Groups are the strongest use case here. The second-floor room at 22 W 32nd St has the capacity for larger parties, and the tableside grill format is designed for shared eating. For groups of six or more, booking ahead on a weekend is advisable given the foot traffic Koreatown draws on Friday and Saturday nights.
Jongro BBQ is a tableside-grill format, not a bar-dining venue, so the counter experience you'd find at an omakase or sushi bar doesn't apply here. Seating is table-based, which shapes the whole experience around communal grilling rather than solo counter service.

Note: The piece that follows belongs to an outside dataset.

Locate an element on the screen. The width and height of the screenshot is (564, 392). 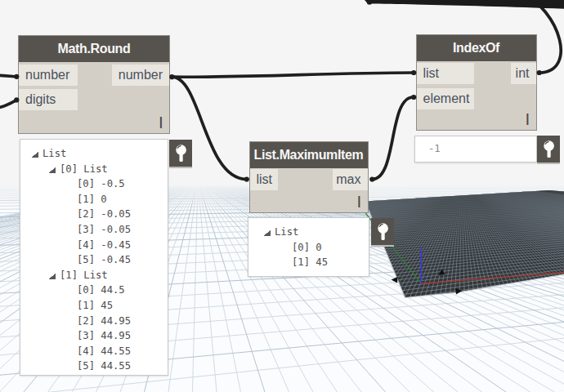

It works for a casual celebration with a group, but it's not a white-tablecloth occasion restaurant. Jongro has earned OAD recognition three consecutive years (2023–2025), which confirms it's a credible choice in the category, but the format is convivial and informal rather than intimate. For a true special-occasion dinner, Atomix or Eleven Madison Park will deliver a more structured experience.
Solo dining at a Korean BBQ restaurant is doable but not the format's strength — tableside grills and shared portion sizes are built around groups of two or more. If you're eating alone, the 11:30 am opening makes a midweek lunch the least awkward window. For solo dining in NYC's Korean food scene, a Korean fried chicken spot or a bibimbap counter will serve you better.
For Korean BBQ specifically, the rest of 32nd Street offers direct competition within walking distance, with spots like Kang Ho Dong Baekjeong drawing similar crowds. If you're open to stepping outside the Korean BBQ format entirely, Atomix on the Upper East Side is the city's most decorated Korean fine-dining option, ranked among the world's 50 best restaurants — a different price point and format altogether, but the clearest upgrade if occasion warrants it.